More comprehensive update to come, but for now, check out our photos from the first week of biking on Flickr or better yet Facebook (where all the photos have captions and comments.)
If I were Tomaž Šalamun,
I’d ride wild on an invisible bicycle,
like a metaphor sprung from a poem’s cage,
still not certain of its freedom,
but making do with movement, wind and sun.
-Adam Zagajewski
After a week of meetings and meals in Istanbul – where we’ve been bulking up on baklava and other delicious Turkish fare thanks to the generosity of our amazing hosts, Diarmuid and Berna – tomorrow Mel and I hop on our bikes and begin living the Silk Road dream, starting with biking bootcamp along the Black Sea coast through Turkey and Georgia. We’ll update this blog as often as internet access permits, but to kick things off, I wanted to give you an overview of the expedition: why the Silk Road? why bikes? why conservation across borders?
Yep, Cycling Silk is now on Facebook.
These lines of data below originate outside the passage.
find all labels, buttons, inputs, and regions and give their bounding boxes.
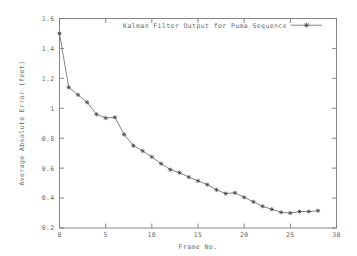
- data-point: [150, 155, 154, 159]
- legend-label-kalman: Kalman Filter Output for Puma Sequence: [123, 22, 287, 30]
- data-point: [288, 211, 292, 215]
- x-tick-label: 30: [332, 231, 340, 239]
- data-point: [104, 116, 108, 120]
- data-point: [196, 179, 200, 183]
- x-tick-label: 25: [286, 231, 294, 239]
- y-tick-label: 1.2: [42, 75, 55, 83]
- y-tick-label: 1: [50, 105, 54, 113]
- data-point: [205, 183, 209, 187]
- y-tick-label: 0.2: [42, 224, 55, 232]
- y-axis-tick-labels: 0.20.40.60.811.21.41.6: [42, 15, 55, 233]
- x-axis-title: Frame No.: [179, 243, 218, 251]
- data-point: [224, 191, 228, 195]
- y-tick-label: 0.6: [42, 165, 55, 173]
- legend-sample-line: [291, 23, 322, 28]
- data-point: [261, 204, 265, 208]
- y-axis-title: Average Absolute Error (feet): [18, 60, 26, 185]
- y-tick-label: 0.4: [42, 194, 55, 202]
- chart-figure: 0.20.40.60.811.21.41.6 051015202530 Kalm…: [0, 0, 357, 256]
- series-markers-kalman: [57, 31, 320, 215]
- x-tick-label: 20: [240, 231, 248, 239]
- data-point: [307, 209, 311, 213]
- y-axis-ticks: [60, 19, 337, 229]
- data-point: [113, 115, 117, 119]
- data-point: [316, 209, 320, 213]
- plot-frame: [60, 19, 337, 229]
- data-point: [279, 210, 283, 214]
- data-point: [187, 175, 191, 179]
- y-tick-label: 1.6: [42, 15, 55, 23]
- data-point: [251, 200, 255, 204]
- data-point: [122, 132, 126, 136]
- x-tick-label: 15: [194, 231, 202, 239]
- data-point: [270, 207, 274, 211]
- data-point: [159, 162, 163, 166]
- data-point: [67, 85, 71, 89]
- data-point: [214, 188, 218, 192]
- data-point: [76, 93, 80, 97]
- x-tick-label: 0: [57, 231, 61, 239]
- data-series-group: [57, 31, 320, 215]
- data-point: [297, 209, 301, 213]
- data-point: [141, 149, 145, 153]
- chart-legend: Kalman Filter Output for Puma Sequence: [123, 22, 322, 30]
- data-point: [168, 168, 172, 172]
- x-tick-label: 5: [104, 231, 108, 239]
- y-tick-label: 1.4: [42, 45, 55, 53]
- data-point: [242, 195, 246, 199]
- data-point: [57, 31, 61, 35]
- line-chart: 0.20.40.60.811.21.41.6 051015202530 Kalm…: [0, 0, 357, 256]
- data-point: [233, 191, 237, 195]
- x-axis-tick-labels: 051015202530: [57, 231, 340, 239]
- data-point: [85, 100, 89, 104]
- data-point: [177, 171, 181, 175]
- y-tick-label: 0.8: [42, 135, 55, 143]
- x-axis-ticks: [60, 19, 337, 229]
- series-line-kalman: [60, 33, 319, 213]
- data-point: [131, 144, 135, 148]
- x-tick-label: 10: [148, 231, 156, 239]
- data-point: [94, 112, 98, 116]
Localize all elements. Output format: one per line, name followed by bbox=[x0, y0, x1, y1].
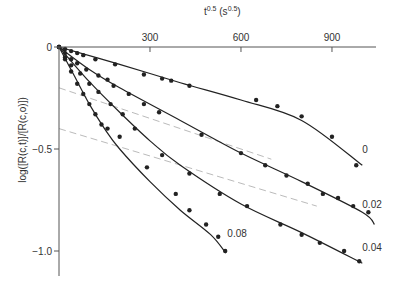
data-point bbox=[81, 53, 85, 57]
data-point bbox=[321, 192, 325, 196]
data-point bbox=[111, 84, 115, 88]
data-point bbox=[275, 104, 279, 108]
x-axis-ticks: 300600900 bbox=[142, 32, 341, 52]
data-point bbox=[254, 98, 258, 102]
data-point bbox=[351, 204, 355, 208]
data-point bbox=[105, 126, 109, 130]
data-point bbox=[84, 67, 88, 71]
data-point bbox=[263, 163, 267, 167]
data-point bbox=[96, 90, 100, 94]
data-point bbox=[78, 71, 82, 75]
data-point bbox=[299, 232, 303, 236]
x-tick-label: 600 bbox=[233, 32, 250, 43]
data-point bbox=[93, 57, 97, 61]
data-point bbox=[69, 49, 73, 53]
dashed-lower-line bbox=[59, 129, 317, 207]
data-point bbox=[160, 153, 164, 157]
series-label-0: 0 bbox=[362, 144, 368, 155]
data-point bbox=[108, 102, 112, 106]
data-point bbox=[105, 77, 109, 81]
data-point bbox=[366, 210, 370, 214]
data-point bbox=[223, 249, 227, 253]
data-point bbox=[81, 92, 85, 96]
data-point bbox=[87, 82, 91, 86]
data-point bbox=[330, 135, 334, 139]
fit-curve-0.08 bbox=[59, 47, 226, 253]
data-point bbox=[342, 249, 346, 253]
x-axis-label: t0.5 (s0.5) bbox=[204, 5, 241, 17]
dashed-upper-line bbox=[59, 88, 271, 159]
data-point bbox=[93, 112, 97, 116]
data-point bbox=[96, 73, 100, 77]
data-point bbox=[160, 76, 164, 80]
data-point bbox=[239, 151, 243, 155]
data-point bbox=[120, 112, 124, 116]
chart-canvas: 300600900 0−0.5−1.0 t0.5 (s0.5) log([R(c… bbox=[0, 0, 395, 283]
data-point bbox=[75, 82, 79, 86]
data-point bbox=[174, 192, 178, 196]
data-point bbox=[199, 133, 203, 137]
data-point bbox=[278, 222, 282, 226]
fit-curve-0.02 bbox=[59, 47, 374, 224]
y-tick-label: 0 bbox=[46, 42, 52, 53]
data-point bbox=[245, 204, 249, 208]
data-point bbox=[63, 51, 67, 55]
data-point bbox=[187, 208, 191, 212]
series-label-0.04: 0.04 bbox=[362, 242, 382, 253]
series-labels: 00.020.040.08 bbox=[227, 144, 382, 253]
series-label-0.08: 0.08 bbox=[227, 228, 247, 239]
data-point bbox=[75, 51, 79, 55]
data-point bbox=[354, 163, 358, 167]
data-point bbox=[284, 173, 288, 177]
y-axis-ticks: 0−0.5−1.0 bbox=[32, 42, 59, 257]
data-point bbox=[63, 57, 67, 61]
data-point bbox=[133, 126, 137, 130]
data-point bbox=[216, 235, 220, 239]
data-point bbox=[218, 192, 222, 196]
data-point bbox=[318, 241, 322, 245]
data-point bbox=[113, 62, 117, 66]
data-point bbox=[169, 78, 173, 82]
data-point bbox=[69, 57, 73, 61]
data-point bbox=[187, 84, 191, 88]
data-point bbox=[306, 181, 310, 185]
data-point bbox=[299, 114, 303, 118]
data-point bbox=[69, 69, 73, 73]
y-tick-label: −0.5 bbox=[32, 144, 52, 155]
data-point bbox=[87, 102, 91, 106]
data-point bbox=[145, 165, 149, 169]
data-points bbox=[57, 45, 371, 264]
data-point bbox=[99, 122, 103, 126]
data-point bbox=[75, 61, 79, 65]
fit-curve-0 bbox=[59, 47, 362, 165]
y-tick-label: −1.0 bbox=[32, 246, 52, 257]
data-point bbox=[187, 171, 191, 175]
data-point bbox=[157, 110, 161, 114]
data-point bbox=[336, 196, 340, 200]
data-point bbox=[127, 92, 131, 96]
data-point bbox=[204, 222, 208, 226]
data-point bbox=[142, 72, 146, 76]
y-axis-label: log([R(c,t)]/[R(c,o)]) bbox=[17, 97, 28, 183]
data-point bbox=[117, 135, 121, 139]
series-label-0.02: 0.02 bbox=[362, 199, 382, 210]
data-point bbox=[142, 102, 146, 106]
x-tick-label: 900 bbox=[324, 32, 341, 43]
x-tick-label: 300 bbox=[142, 32, 159, 43]
data-point bbox=[357, 259, 361, 263]
data-point bbox=[69, 63, 73, 67]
Follow this page to get all the behind-the-scenes updates on the adventure, including snapshots of the building process behind our Seven Cycles custom titanium touring bikes, and embarrassing childhood photos charting the long, dorky, intrepid friendship of Kate and Mel. Only four days until we fly to Istanbul, Turkey!
From the first push of the pedals out of Istanbul in January, life will resolve down to a few intense simplicities: biking all day, every day, burdened and exhilarated; exploring borderlands and wildernesses in mountains and deserts; and calling the crooked, winding Silk Road our “home” for a year.
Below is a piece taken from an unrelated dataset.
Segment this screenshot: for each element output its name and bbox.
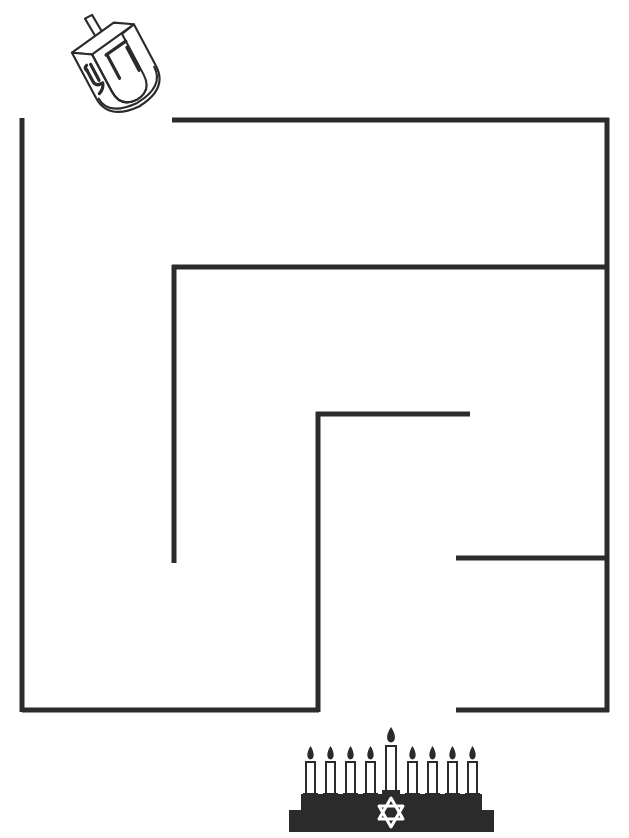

But until that moment of real departure, things are totally manic panic. Mel and I are working flat-out to get ready for this journey: checking off the million and two items on our To Do list, testing gear, puzzling out all the buttons and knobs on our cameras, praying to the Silk Road gods and goddesses that we have enough money to last the trip (beg your help?), and counting down the dwindling days until launch with a mixture of terror and excitement.
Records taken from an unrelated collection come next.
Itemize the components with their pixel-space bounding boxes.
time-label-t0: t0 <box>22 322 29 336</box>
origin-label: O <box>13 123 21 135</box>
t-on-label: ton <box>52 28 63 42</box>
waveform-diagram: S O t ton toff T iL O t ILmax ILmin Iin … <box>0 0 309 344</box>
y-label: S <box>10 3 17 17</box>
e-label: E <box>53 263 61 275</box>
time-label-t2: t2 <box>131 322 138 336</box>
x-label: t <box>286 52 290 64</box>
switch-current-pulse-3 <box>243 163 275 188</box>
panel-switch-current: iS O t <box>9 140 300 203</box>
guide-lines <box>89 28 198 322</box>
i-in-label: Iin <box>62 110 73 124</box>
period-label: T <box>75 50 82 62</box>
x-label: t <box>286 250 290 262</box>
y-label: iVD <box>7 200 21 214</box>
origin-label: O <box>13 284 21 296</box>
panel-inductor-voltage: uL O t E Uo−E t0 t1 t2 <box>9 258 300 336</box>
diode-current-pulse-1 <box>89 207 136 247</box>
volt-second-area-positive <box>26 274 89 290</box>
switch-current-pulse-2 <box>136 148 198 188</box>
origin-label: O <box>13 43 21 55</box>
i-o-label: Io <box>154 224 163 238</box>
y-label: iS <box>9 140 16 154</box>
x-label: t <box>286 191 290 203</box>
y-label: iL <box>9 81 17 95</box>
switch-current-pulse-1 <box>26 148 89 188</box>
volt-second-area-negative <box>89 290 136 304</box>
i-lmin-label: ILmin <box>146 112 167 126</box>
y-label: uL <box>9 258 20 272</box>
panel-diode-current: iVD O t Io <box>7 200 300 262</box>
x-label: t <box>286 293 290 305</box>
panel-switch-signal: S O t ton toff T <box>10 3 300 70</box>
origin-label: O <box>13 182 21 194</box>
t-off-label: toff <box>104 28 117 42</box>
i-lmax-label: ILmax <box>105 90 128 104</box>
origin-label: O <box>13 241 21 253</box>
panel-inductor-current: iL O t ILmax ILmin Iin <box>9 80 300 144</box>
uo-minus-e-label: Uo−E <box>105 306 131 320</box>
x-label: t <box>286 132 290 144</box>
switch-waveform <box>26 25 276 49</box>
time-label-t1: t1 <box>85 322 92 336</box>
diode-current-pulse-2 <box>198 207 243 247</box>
Despite the busy-ness, we spend time in the saddle every day to steel our butts and legs against the abuse they’re bound for. Riding an unloaded bike in freezing cold Ontario for just a few hours, then retreating to a warm house for hot cocoa, might not be the most specific training possible for winter cycling and camping along the Silk Road…but it sure is fun! Through the madness of preparations, these sojourns provide a daily reminder that this, ultimately, is what it’s all about: the sheer, reeling joy of riding bikes, of getting outside and exploring the neighborhood.
The Silk Road between Istanbul and India promises to be one hell (and heaven) of a bumpy ride, but thanks to Seven Cycles, we’ll have custom-built titanium touring bikes to buffer the potholes we’re bound to encounter along the way.
We are so giddy and grateful for this chance to ride the Expat S from Europe to Asia, taking the roads less gravelled. As a bike with a split personality – “one part mountain bike for loaded pannier exploring; the other part a touring bike that is off-road worthy” – we can’t imagine a better set of wheels for this adventure. Epic thanks to Seven Cycles for believing in the wonder and worth of this expedition – we will strive to do you all proud. Check out the press release here.
May your trails be crooked, winding, lonesome, dangerous, leading to the most amazing view.
-Edward Abbey
Cycling Silk:
10 months, 10 countries, 10,000 km
of biking the Silk Road, exploring
wilderness conservation across borders
in deserts & mountains along the way.